DCH Perspective Fr. Roy Cimagala

When dealing with the impossible

THAT gospel episode where Christ multiplied a five loaves of bread and two fish to feed at least five thousand men (cfr. Mt 13,14-21) eloquently shows us how God really takes care of our needs, even the impossible-to-meet ones. We have no reason to worry at all.

All we have to do is to go to him, ask for help, do whatever we can, and abandon ourselves in his powerful providence. He knows what to do at any moment and it will always be for the best. He usually may ask us to do something about the situation, but that something is really nothing compared to what he would do.

And so, we have no reason to worry really. Let us not allow ourselves to be overtaken by fears and doubts. Rather, let’s just be sport and game about it, and like a line from an old song, we can say to ourselves: “The difficult I’ll do right now. The impossible will take a little while…”

Of course, this faith-inspired attitude would not exempt us altogether from suffering and even from defeats and failures. We will have some of them, just like in any sport. But with God, all these suffering and failures will somehow work out for our own good. We may not know how that would work. We are not expected to know all the mechanisms involved, so to speak. We should just trust.

Neither should we underestimate the part that belongs to us to play out. That God will take care of everything does not mean that we have nothing or little to do in solving our problems. We should not ask God for miracles when we ourselves with our natural powers can handle the situation.

Rather, the proper attitude to have is that we resolve all our challenges as if everything depends on us, knowing that in the end everything also depends on God in the first place.

It’s like a 100%-100% proposition in the sense that everything depends on God, but also everything depends on us. It’s not an 80-20 affair, nor 90-10. It’s 100-100!

This is, of course, a proposition that goes beyond mathematical laws, since we are not dealing here with merely quantifiable elements as much as with spiritual realities, ruled mainly by faith, hope and charity. In this latter system, the law that is followed is the all-or-nothing rule.

This means that the 100% we are supposed to give is not a 100% exclusive of God’s 100%. Rather, it is a 100% that reflects and channels God’s 100%. It’s a 100% that is homogeneous, not heterogeneous, to the 100% of God.

In short, this 100%-!00% proposition we are talking about expresses in some way our total identification with God through Christ in the Holy Spirit.

Said from another angle, we can say that every time we try to do all we can to resolve our temporal affairs, we are approximating our total identification with Christ who also went all the way to redeem us by offering his life on the cross.

What we can gather here is that everything we find ourselves in some impossible situations, we are actually given a golden occasion to identify ourselves with Christ in a more complete way. That is how we have to look at this kind of situations. We are given a privilege, not a burden.

And like Christ who, despite performing wonderful miracles, suffered death on the cross in the end, we should also expect that some passion and death will also take place in our life. But it will be a participation of Christ’s passion and death, a passion and death that can only have a salvific meaning and effect.

It’s important that we get a good overview of our relation with God when we have to deal with the impossible, so we won’t be thrown into unnecessary confusion, fears and doubts, and God forbid, loss of faith!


■ Directions ■
Repeat exactly each line of the data provided below.

■ Web page and app entries ■
- - -

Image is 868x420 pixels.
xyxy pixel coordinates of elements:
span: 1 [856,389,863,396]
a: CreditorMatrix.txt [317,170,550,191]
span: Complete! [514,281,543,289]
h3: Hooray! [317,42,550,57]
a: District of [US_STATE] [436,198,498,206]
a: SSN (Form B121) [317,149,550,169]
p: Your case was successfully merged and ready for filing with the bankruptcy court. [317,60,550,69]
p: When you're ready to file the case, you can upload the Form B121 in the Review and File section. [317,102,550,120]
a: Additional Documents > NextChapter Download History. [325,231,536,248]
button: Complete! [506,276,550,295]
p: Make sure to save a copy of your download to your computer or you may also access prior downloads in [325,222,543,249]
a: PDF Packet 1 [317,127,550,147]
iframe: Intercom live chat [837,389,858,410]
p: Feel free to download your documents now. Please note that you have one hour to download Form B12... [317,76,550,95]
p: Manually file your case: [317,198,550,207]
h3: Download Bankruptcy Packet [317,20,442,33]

- - -

■ Exercise result ■
Image is 868x420 pixels.
xyxy pixel coordinates of elements:
span: 1 [856,389,863,396]
a: CreditorMatrix.txt [317,170,550,191]
span: Complete! [514,281,543,289]
h3: Hooray! [317,42,550,57]
a: District of [US_STATE] [436,198,498,206]
a: SSN (Form B121) [317,149,550,169]
p: Your case was successfully merged and ready for filing with the bankruptcy court. [317,60,550,69]
p: When you're ready to file the case, you can upload the Form B121 in the Review and File section. [317,102,550,120]
a: Additional Documents > NextChapter Download History. [325,231,536,248]
button: Complete! [506,276,550,295]
p: Make sure to save a copy of your download to your computer or you may also access prior downloads in [325,222,543,249]
a: PDF Packet 1 [317,127,550,147]
iframe: Intercom live chat [837,389,858,410]
p: Feel free to download your documents now. Please note that you have one hour to download Form B12... [317,76,550,95]
p: Manually file your case: [317,198,550,207]
h3: Download Bankruptcy Packet [317,20,442,33]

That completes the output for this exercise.